- Esther Perel is a couples therapist and the author of "Mating in Captivity" and "The State of Affairs."
- She says showing empathy and taking responsibility are the "saving grace" of any strained relationship.
- You want to see your relationship as a "both/and" experience, as opposed to an "either/or" one.
Fights with a partner tend to escalate in a way that fights with, say, a coworker don't necessarily.
"I'm exhausted," one person might say. "I worked all day.""You're exhausted?" the other person might respond. "I worked all day and then went to pick up two screaming kids!" And so on.
Esther Perel has spent years watching this kind of dialogue unfold. She's a couples therapist and the author of the bestselling "Mating in Captivity" and the forthcoming "The State of Affairs."
Perel has found two behaviors that can stop a conflict like this one from spiraling out of control — behaviors that are so powerful she calls them the "saving grace" of any rocky relationship: showing empathy and taking responsibility.
When she visited the Business Insider office in September, Perel said, "There are not many things that are as important in a strained relationship as the ability to show empathy for the experience of the other; to acknowledge what the other person is going through; to validate that the other person is going through this, that it makes sense that they would be feeling this way."
Unfortunately, this doesn't happen often enough. Here's an example.
Perel recently came out with an audio series, titled "Where Should We Begin?" in which listeners follow along as Perel counsels a struggling couple. In the first episode, a husband and wife are dealing with the discovery of the husband's infidelity.
At one point, the wife says that after her husband betrayed her, she asked herself, "What was all that hard work for?"
The husband responds quickly: "I mean, I understand how you feel because I felt the same way."
Perel interjects here and tells the husband to avoid the impulse to "equalize" his experience and his wife's. Instead, she advises him to "reflect back" using the words, "So what I'm hearing you say is…"
Recent research supports the idea that empathy and understanding are key to navigating conflict successfully in a relationship.
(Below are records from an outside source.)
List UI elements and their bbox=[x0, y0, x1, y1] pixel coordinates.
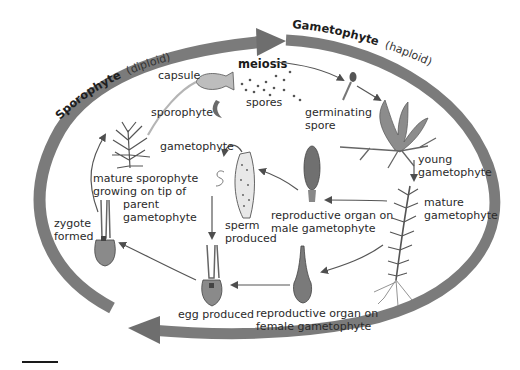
sporophyte-label: sporophyte bbox=[151, 106, 213, 119]
egg-produced-label: egg produced bbox=[178, 308, 254, 321]
male-organ-label-1: reproductive organ on bbox=[271, 209, 393, 222]
female-organ-label-1: reproductive organ on bbox=[256, 307, 378, 320]
female-organ-label-2: female gametophyte bbox=[256, 320, 371, 333]
mature-gametophyte-label-2: gametophyte bbox=[424, 209, 498, 222]
germinating-spore-label-2: spore bbox=[305, 119, 336, 132]
young-gametophyte-label-2: gametophyte bbox=[418, 166, 492, 179]
germinating-spore-label-1: germinating bbox=[305, 106, 372, 119]
gametophyte-arrowhead-icon bbox=[128, 316, 160, 344]
mature-sporophyte-label-1: mature sporophyte bbox=[93, 172, 199, 185]
sporophyte-arrowhead-icon bbox=[256, 28, 286, 56]
capsule-lid-icon bbox=[213, 100, 222, 118]
mature-sporophyte-label-2: growing on tip of bbox=[93, 185, 187, 198]
sperm-produced-label-2: produced bbox=[225, 232, 277, 245]
sperm-producing-organ-illustration bbox=[235, 152, 255, 218]
male-organ-label-2: male gametophyte bbox=[271, 222, 376, 235]
zygote-formed-label-1: zygote bbox=[54, 217, 91, 230]
mature-gametophyte-label-1: mature bbox=[424, 196, 464, 209]
young-gametophyte-label-1: young bbox=[418, 153, 452, 166]
egg-organ-illustration bbox=[202, 245, 222, 306]
meiosis-label: meiosis bbox=[238, 57, 287, 71]
arrow-mature-to-female-organ bbox=[322, 245, 383, 272]
spores-label: spores bbox=[246, 96, 282, 109]
scale-bar bbox=[22, 361, 58, 363]
mature-sporophyte-label-4: gametophyte bbox=[123, 211, 197, 224]
arrow-germinating-to-young bbox=[357, 86, 380, 100]
mature-sporophyte-illustration bbox=[112, 122, 150, 168]
male-reproductive-organ-illustration bbox=[304, 146, 320, 202]
arrow-egg-to-zygote bbox=[120, 243, 196, 280]
moss-life-cycle-diagram: Sporophyte (diploid) Gametophyte (haploi… bbox=[0, 0, 520, 370]
mature-sporophyte-label-3: parent bbox=[123, 198, 160, 211]
sperm-produced-label-1: sperm bbox=[225, 219, 260, 232]
zygote-formed-label-2: formed bbox=[54, 230, 93, 243]
capsule-label: capsule bbox=[158, 69, 201, 82]
germinating-spore-illustration bbox=[343, 72, 357, 100]
arrow-mature-to-male-organ bbox=[326, 200, 387, 201]
arrow-male-organ-to-sperm-organ bbox=[260, 170, 298, 190]
sperm-cell-icon bbox=[216, 171, 224, 186]
gametophyte-label: gametophyte bbox=[160, 140, 234, 153]
female-reproductive-organ-illustration bbox=[293, 246, 311, 303]
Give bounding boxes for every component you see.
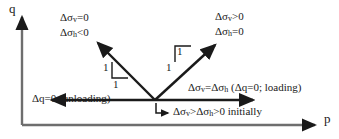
loading-annotation: Δσv=Δσh (Δq=0; loading) [188, 82, 301, 95]
left-slope-vertical-number: 1 [103, 62, 109, 74]
delta-sigma-symbol: Δσ [60, 26, 73, 38]
relation-text: =0 [77, 11, 89, 23]
delta-sigma-symbol: Δσ [188, 81, 201, 93]
delta-sigma-symbol: Δσ [173, 105, 186, 117]
relation-text: >Δσ [190, 105, 209, 117]
relation-text: >0 [232, 10, 244, 22]
initial-state-annotation: Δσv>Δσh>0 initially [173, 106, 262, 119]
unloading-annotation: Δq=0 (unloading) [32, 93, 110, 105]
relation-text: =0 [232, 25, 244, 37]
delta-sigma-symbol: Δσ [215, 25, 228, 37]
delta-sigma-symbol: Δσ [215, 10, 228, 22]
left-slope-horizontal-number: 1 [113, 79, 119, 91]
left-branch-annotation-line1: Δσv=0 [60, 12, 89, 25]
initial-condition-text: >0 initially [213, 105, 262, 117]
left-branch-annotation-line2: Δσh<0 [60, 27, 89, 40]
relation-text: =Δσ [205, 81, 224, 93]
right-slope-vertical-number: 1 [166, 62, 172, 74]
loading-condition-text: (Δq=0; loading) [228, 81, 301, 93]
right-branch-annotation-line2: Δσh=0 [215, 26, 244, 39]
relation-text: <0 [77, 26, 89, 38]
delta-sigma-symbol: Δσ [60, 11, 73, 23]
right-slope-horizontal-number: 1 [177, 46, 183, 58]
stress-path-diagram: q p Δσv=0 Δσh<0 Δσv>0 Δσh=0 Δσv=Δσh (Δq=… [0, 0, 339, 139]
y-axis-label: q [9, 2, 16, 16]
x-axis-label: p [324, 112, 331, 126]
right-branch-annotation-line1: Δσv>0 [215, 11, 244, 24]
initial-state-elbow-arrow [156, 103, 168, 113]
In one study, people who talked about a time when they'd clashed with their partner but felt understood were more satisfied with their relationships than people who talked about a time when they clashed but didn't feel understood.
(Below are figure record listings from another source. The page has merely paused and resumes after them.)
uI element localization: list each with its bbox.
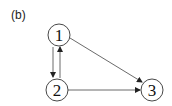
node-3: 3 [141,79,163,101]
node-2: 2 [46,79,68,101]
node-1-label: 1 [55,26,64,45]
edge-1-to-3 [70,38,142,82]
directed-graph: 1 2 3 [0,0,172,106]
node-3-label: 3 [148,81,157,100]
node-2-label: 2 [53,81,62,100]
node-1: 1 [48,24,70,46]
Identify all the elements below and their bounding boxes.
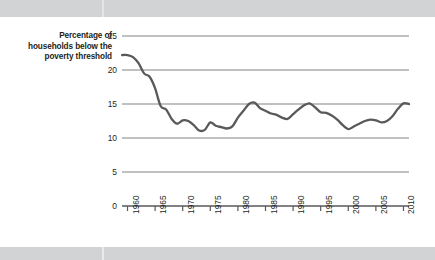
y-tick-label: 0 [95,202,117,211]
x-tick-label: 2000 [352,195,361,214]
x-tick-label: 2005 [380,195,389,214]
x-tick-label: 1980 [242,195,251,214]
x-tick-label: 1985 [270,195,279,214]
y-tick-label: 15 [95,100,117,109]
x-tick-label: 1965 [159,195,168,214]
gridlines-group [122,36,409,172]
chart-plot-area [0,0,435,260]
y-tick-label: 25 [95,32,117,41]
data-series-line [122,55,409,131]
x-tick-label: 1990 [297,195,306,214]
x-tick-label: 2010 [407,195,416,214]
y-tick-label: 20 [95,66,117,75]
y-tick-label: 5 [95,168,117,177]
x-tick-label: 1960 [132,195,141,214]
x-tick-label: 1975 [214,195,223,214]
chart-figure: Percentage of households below the pover… [0,0,435,260]
x-tick-label: 1970 [187,195,196,214]
x-tick-label: 1995 [325,195,334,214]
y-tick-label: 10 [95,134,117,143]
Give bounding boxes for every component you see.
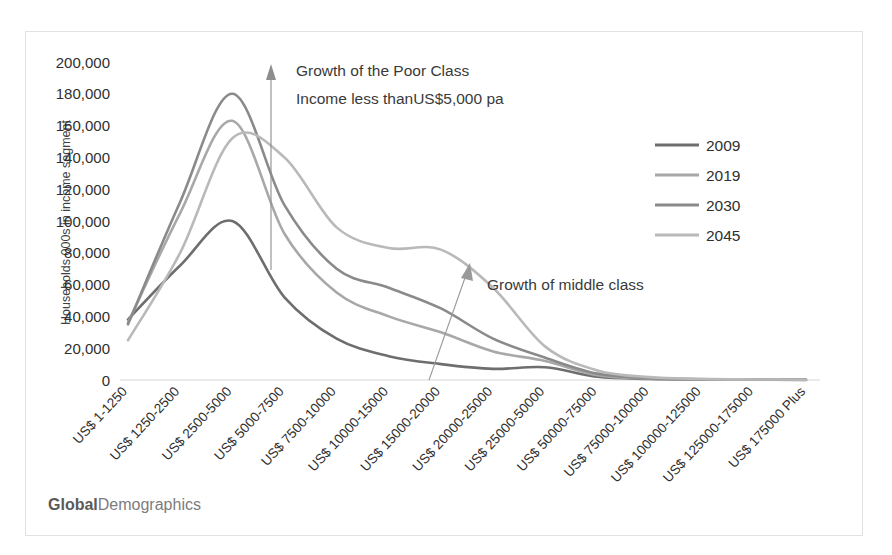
middle-class-arrow: [429, 263, 473, 380]
y-axis-tick-label: 60,000: [64, 276, 110, 293]
y-axis-tick-label: 0: [102, 372, 110, 389]
chart-canvas: Households 000s in income segment 020,00…: [0, 0, 892, 555]
watermark: GlobalDemographics: [48, 496, 201, 514]
annotation-poor-class-line1: Growth of the Poor Class: [296, 62, 469, 79]
legend-label-2045[interactable]: 2045: [706, 227, 740, 244]
series-line-2030: [128, 94, 806, 380]
data-series-layer: [128, 94, 806, 380]
y-axis-tick-label: 160,000: [56, 117, 110, 134]
x-axis-tick-label: US$ 125000-175000: [660, 384, 756, 485]
chart-legend: 2009201920302045: [655, 137, 741, 244]
y-axis-tick-label: 180,000: [56, 85, 110, 102]
line-chart-svg: Households 000s in income segment 020,00…: [0, 0, 892, 555]
legend-label-2009[interactable]: 2009: [706, 137, 740, 154]
y-axis-tick-label: 40,000: [64, 308, 110, 325]
annotation-middle-class: Growth of middle class: [487, 276, 644, 293]
y-axis-tick-label: 140,000: [56, 149, 110, 166]
y-axis-tick-label: 120,000: [56, 181, 110, 198]
series-line-2019: [128, 121, 806, 380]
legend-label-2019[interactable]: 2019: [706, 167, 740, 184]
series-line-2009: [128, 220, 806, 379]
annotation-poor-class-line2: Income less thanUS$5,000 pa: [296, 90, 504, 107]
x-axis-tick-label: US$ 100000-125000: [608, 384, 704, 485]
x-axis-tick-labels: US$ 1-1250US$ 1250-2500US$ 2500-5000US$ …: [70, 384, 808, 486]
legend-label-2030[interactable]: 2030: [706, 197, 741, 214]
y-axis-tick-label: 100,000: [56, 213, 110, 230]
y-axis-tick-label: 80,000: [64, 244, 110, 261]
y-axis-tick-label: 20,000: [64, 340, 110, 357]
watermark-bold: Global: [48, 496, 98, 513]
y-axis-tick-labels: 020,00040,00060,00080,000100,000120,0001…: [56, 54, 110, 389]
watermark-light: Demographics: [98, 496, 201, 513]
y-axis-tick-label: 200,000: [56, 54, 110, 71]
In fact, one of the study authors told Quartz that simply telling the other person that you understand where they're coming from — even if you don't yet — may be helpful. (Perel tweeted about the research.)
The other component of keeping a struggling relationship afloat is taking responsibility for your behavior. Instead of evaluating the other person and scrutinizing their every misstep, Perel suggested flipping the mirror onto yourself.
"It's so easy to focus on what's missing in the other person. It's so easy to go critical. It's so easy to think that if you were different, my life would be better, rather than sometimes to switch it around and think if I was different, my life would be better. And maybe if I was different with you, you would be different with me."
It can be hard — our natural impulse in a conflict is to grab for the other person's shortcomings.
But Perel said you might ask yourself, "What is it that I do that may contribute to what you do?" For example, "Do I talk all the time and then I complain you never talk because I never give you any airspace?"
The point here is to see the relationship as what Perel calls "both/and," as opposed to either/or. "Every one of these situations, the degree to which we see it as complementary or the degree to which we actually focus on the polarization," she said, "that will make a huge difference on the quality of the relationship."